Kraeplins descriptions of the course of unmedicated psychosis are still used
in todays texts. His clinic was where severe cases from affluent families were sent.
The therapy as shown would fit more easily in the current health insurance model which
posits that most mental afflictions can be cured in five to ten sessions. After this spectacular brief treatment, in which
the analyst speaks more than the patient, The Talking Cure is able to get down to
its real business: the sexual attraction
between doctor and patient and its ultimate consummation, then conclusion.
Sabina, a Jewish,
educated, beautiful, eighteen year old woman from Russia writhes and rages in restraints
before Jung, the Swiss son of a pastor and neophyte analyst. He confidently tells the attendants to remove the
ties from her wrists and in a few penetrating questions engages her attention and gets
past her resistance to the heart of her hysteria, an abusive father and the patients
wild and frustrated sexual drive. She is
calmed by his understanding and ultimately cured. Only
cursory attention is paid to the frustration this bright young woman must also be
experiencing in the Victorian environment of her time and the liberating effect of being
recognized for her intelligence. Ultimately
she becomes an analyst in her own right.
Jung wrote Freud about his results which led to their first meeting
lasting thirteen hours. Jung became
Freuds heir apparent. Freud was so impressed that he sent analyst Otto Gross (Henri
Lubatti) to Jung for treatment. Gross is a
cocaine addict and convinced that the key to sanity is to act out ones libido.

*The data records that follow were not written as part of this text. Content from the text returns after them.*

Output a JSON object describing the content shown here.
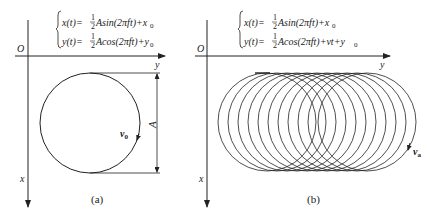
{
  "figure": {
    "panels": [
      {
        "id": "a",
        "caption": "(a)",
        "origin_label": "O",
        "x_axis_label": "x",
        "y_axis_label": "y",
        "equations": {
          "line1": {
            "lhs": "x(t)=",
            "frac_num": "1",
            "frac_den": "2",
            "rhs": "Asin(2πft)+x",
            "sub": "0"
          },
          "line2": {
            "lhs": "y(t)=",
            "frac_num": "1",
            "frac_den": "2",
            "rhs": "Acos(2πft)+y",
            "sub": "0"
          }
        },
        "dimension_label": "A",
        "velocity_label": "v",
        "velocity_sub": "0"
      },
      {
        "id": "b",
        "caption": "(b)",
        "origin_label": "O",
        "x_axis_label": "x",
        "y_axis_label": "y",
        "equations": {
          "line1": {
            "lhs": "x(t)=",
            "frac_num": "1",
            "frac_den": "2",
            "rhs": "Asin(2πft)+x",
            "sub": "0"
          },
          "line2": {
            "lhs": "y(t)=",
            "frac_num": "1",
            "frac_den": "2",
            "rhs": "Acos(2πft)+vt+y",
            "sub": "0"
          }
        },
        "velocity_label": "v",
        "velocity_sub": "a",
        "circle_count": 11
      }
    ],
    "colors": {
      "stroke": "#222222",
      "background": "#ffffff"
    }
  }
}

He is as unconstrained as Jung is restrained but he
plants the seed of permission in Jung, enabling him to act upon his own fantasies with a
seductive and willing Sabina. Jung's attraction to Sabina is palpable. However, as
portrayed in The Talking Cure, guilt is a more powerful force in Jungs life
than libido.
The
most authentic moments in the play are between analysts. It is Vienna, at the beginning of the twentieth
century. Ideas fly at a dizzying pace. As The Talking Cure is based on history,
one can probably assume that the vitality exists because some of the actual dialogue is
available. Even in these moments of
professional debate Jung comes across as stiff and repressed.
Freud
unsuccessfully cautions Jung against crossing the doctor/patient boundary. As is so often the case, the heir apparent and his
mentor eventually have a falling out, ostensibly over Jungs embracing mythology and
incorporating it in treatment as well as theory. Currently,
the expectation is that the doctor patient relationship is based on clearly defined roles. The doctor treats the patient. In the beginning, however, the analysts became each
other's patients sharing
dreams and giving interpretations. As
portrayed here,
the fluidity and ambiguity were present in every encounter.

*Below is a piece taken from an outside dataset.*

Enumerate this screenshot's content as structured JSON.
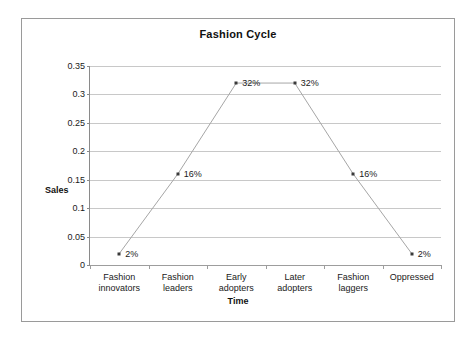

Hamptons script covers too much territory--character development
suffers, complexity suffers. In the end he
covers too little. Psychological treatment
becomes caricature, dialogue between analysts is truncated, ideas are unexplained and the
audience is left unsatisfied as scene change after scene change takes place at bewildering
speed.
How is it that
Jung so quickly divines the young womans problem?

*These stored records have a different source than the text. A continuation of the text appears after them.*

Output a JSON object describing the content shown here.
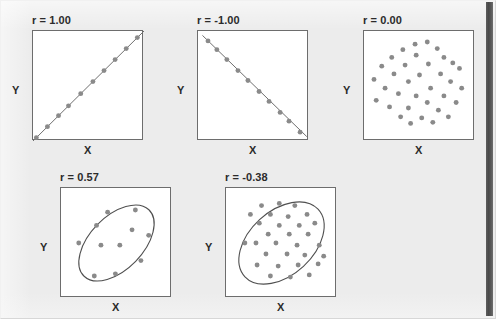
{
  "figure": {
    "background_color": "#ececec",
    "panel_background_color": "#ffffff",
    "panel_border_color": "#6d6d6d",
    "dot_color": "#8a8a8a",
    "line_color": "#6f6f6f",
    "text_color": "#2b2b2b",
    "scan_edge_color": "#4a4a4a"
  },
  "labels": {
    "x": "X",
    "y": "Y"
  },
  "chart_data": [
    {
      "type": "scatter",
      "title": "r = 1.00",
      "r": 1.0,
      "xlabel": "X",
      "ylabel": "Y",
      "xlim": [
        0,
        100
      ],
      "ylim": [
        0,
        100
      ],
      "grid": false,
      "legend": "none",
      "annotation": "perfect positive linear relationship; points lie exactly on an upward line",
      "trend_line": {
        "x1": 0,
        "y1": 0,
        "x2": 100,
        "y2": 100
      },
      "points": [
        {
          "x": 3,
          "y": 3
        },
        {
          "x": 13,
          "y": 13
        },
        {
          "x": 23,
          "y": 23
        },
        {
          "x": 32,
          "y": 32
        },
        {
          "x": 43,
          "y": 43
        },
        {
          "x": 54,
          "y": 54
        },
        {
          "x": 64,
          "y": 64
        },
        {
          "x": 74,
          "y": 74
        },
        {
          "x": 84,
          "y": 84
        },
        {
          "x": 94,
          "y": 94
        }
      ]
    },
    {
      "type": "scatter",
      "title": "r = -1.00",
      "r": -1.0,
      "xlabel": "X",
      "ylabel": "Y",
      "xlim": [
        0,
        100
      ],
      "ylim": [
        0,
        100
      ],
      "grid": false,
      "legend": "none",
      "annotation": "perfect negative linear relationship; points lie exactly on a downward line",
      "trend_line": {
        "x1": 4,
        "y1": 96,
        "x2": 98,
        "y2": 4
      },
      "points": [
        {
          "x": 9,
          "y": 91
        },
        {
          "x": 17,
          "y": 83
        },
        {
          "x": 26,
          "y": 74
        },
        {
          "x": 36,
          "y": 64
        },
        {
          "x": 45,
          "y": 55
        },
        {
          "x": 55,
          "y": 45
        },
        {
          "x": 64,
          "y": 36
        },
        {
          "x": 74,
          "y": 26
        },
        {
          "x": 82,
          "y": 18
        },
        {
          "x": 92,
          "y": 8
        }
      ]
    },
    {
      "type": "scatter",
      "title": "r = 0.00",
      "r": 0.0,
      "xlabel": "X",
      "ylabel": "Y",
      "xlim": [
        0,
        100
      ],
      "ylim": [
        0,
        100
      ],
      "grid": false,
      "legend": "none",
      "annotation": "no linear relationship; points scattered in a circular cloud",
      "points": [
        {
          "x": 46,
          "y": 88
        },
        {
          "x": 57,
          "y": 90
        },
        {
          "x": 35,
          "y": 83
        },
        {
          "x": 66,
          "y": 84
        },
        {
          "x": 25,
          "y": 76
        },
        {
          "x": 47,
          "y": 78
        },
        {
          "x": 72,
          "y": 76
        },
        {
          "x": 80,
          "y": 71
        },
        {
          "x": 16,
          "y": 68
        },
        {
          "x": 37,
          "y": 69
        },
        {
          "x": 58,
          "y": 70
        },
        {
          "x": 86,
          "y": 66
        },
        {
          "x": 27,
          "y": 61
        },
        {
          "x": 50,
          "y": 60
        },
        {
          "x": 69,
          "y": 61
        },
        {
          "x": 9,
          "y": 56
        },
        {
          "x": 40,
          "y": 54
        },
        {
          "x": 78,
          "y": 54
        },
        {
          "x": 19,
          "y": 48
        },
        {
          "x": 60,
          "y": 48
        },
        {
          "x": 88,
          "y": 48
        },
        {
          "x": 31,
          "y": 43
        },
        {
          "x": 47,
          "y": 41
        },
        {
          "x": 72,
          "y": 41
        },
        {
          "x": 11,
          "y": 37
        },
        {
          "x": 57,
          "y": 35
        },
        {
          "x": 83,
          "y": 35
        },
        {
          "x": 23,
          "y": 31
        },
        {
          "x": 40,
          "y": 30
        },
        {
          "x": 67,
          "y": 28
        },
        {
          "x": 33,
          "y": 22
        },
        {
          "x": 52,
          "y": 21
        },
        {
          "x": 76,
          "y": 22
        },
        {
          "x": 42,
          "y": 16
        },
        {
          "x": 62,
          "y": 17
        }
      ]
    },
    {
      "type": "scatter",
      "title": "r = 0.57",
      "r": 0.57,
      "xlabel": "X",
      "ylabel": "Y",
      "xlim": [
        0,
        100
      ],
      "ylim": [
        0,
        100
      ],
      "grid": false,
      "legend": "none",
      "annotation": "moderate positive relationship; points enclosed by an ellipse tilted upward",
      "ellipse": {
        "cx": 50,
        "cy": 50,
        "rx": 42,
        "ry": 24,
        "rotation_deg": -46
      },
      "points": [
        {
          "x": 42,
          "y": 78
        },
        {
          "x": 67,
          "y": 80
        },
        {
          "x": 32,
          "y": 66
        },
        {
          "x": 64,
          "y": 62
        },
        {
          "x": 16,
          "y": 50
        },
        {
          "x": 36,
          "y": 48
        },
        {
          "x": 53,
          "y": 48
        },
        {
          "x": 79,
          "y": 57
        },
        {
          "x": 72,
          "y": 34
        },
        {
          "x": 30,
          "y": 20
        },
        {
          "x": 49,
          "y": 22
        }
      ]
    },
    {
      "type": "scatter",
      "title": "r = -0.38",
      "r": -0.38,
      "xlabel": "X",
      "ylabel": "Y",
      "xlim": [
        0,
        100
      ],
      "ylim": [
        0,
        100
      ],
      "grid": false,
      "legend": "none",
      "annotation": "weak relationship; dense cloud of points enclosed by a tilted ellipse",
      "ellipse": {
        "cx": 50,
        "cy": 50,
        "rx": 45,
        "ry": 29,
        "rotation_deg": -43
      },
      "points": [
        {
          "x": 32,
          "y": 84
        },
        {
          "x": 48,
          "y": 86
        },
        {
          "x": 62,
          "y": 84
        },
        {
          "x": 22,
          "y": 76
        },
        {
          "x": 40,
          "y": 76
        },
        {
          "x": 56,
          "y": 74
        },
        {
          "x": 73,
          "y": 76
        },
        {
          "x": 30,
          "y": 68
        },
        {
          "x": 48,
          "y": 66
        },
        {
          "x": 66,
          "y": 66
        },
        {
          "x": 80,
          "y": 68
        },
        {
          "x": 38,
          "y": 58
        },
        {
          "x": 57,
          "y": 58
        },
        {
          "x": 74,
          "y": 58
        },
        {
          "x": 17,
          "y": 50
        },
        {
          "x": 27,
          "y": 50
        },
        {
          "x": 45,
          "y": 50
        },
        {
          "x": 64,
          "y": 48
        },
        {
          "x": 84,
          "y": 48
        },
        {
          "x": 36,
          "y": 40
        },
        {
          "x": 55,
          "y": 40
        },
        {
          "x": 71,
          "y": 39
        },
        {
          "x": 88,
          "y": 38
        },
        {
          "x": 28,
          "y": 30
        },
        {
          "x": 47,
          "y": 29
        },
        {
          "x": 65,
          "y": 30
        },
        {
          "x": 83,
          "y": 31
        },
        {
          "x": 40,
          "y": 20
        },
        {
          "x": 58,
          "y": 19
        },
        {
          "x": 75,
          "y": 21
        }
      ]
    }
  ]
}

How is it that his contributions, such as the concepts of animus and anima
and the notion of complex, are not generally known to have been suggested by his wife and
Sabina? In the interest of all encompassing
docudrama there is no time to develop those thoughts. Psychology-wise
audiences will probably find The Talking Cure superficial, and those less fluent
in the field will be left little better informed. There is vocabulary, but without definitions. In the end, both history and
drama are poorly served.
Abby
Brammell is a wonderfully seductive and convincingly intelligent Sabrina. Harris Yulin and Otto Gross breathe life into the
parts of Freud and Gross. The real miracle is
in Peter Wexlers dazzling set design which keeps pace with the rapidly changing
action. Through projections, a curved screen effectively becomes
everything from the sterile Swiss clinic to the enticing clutter of Freuds office
and the lushness of Jungs lakeside home. Had
Hampton covered less, we would know and feel more.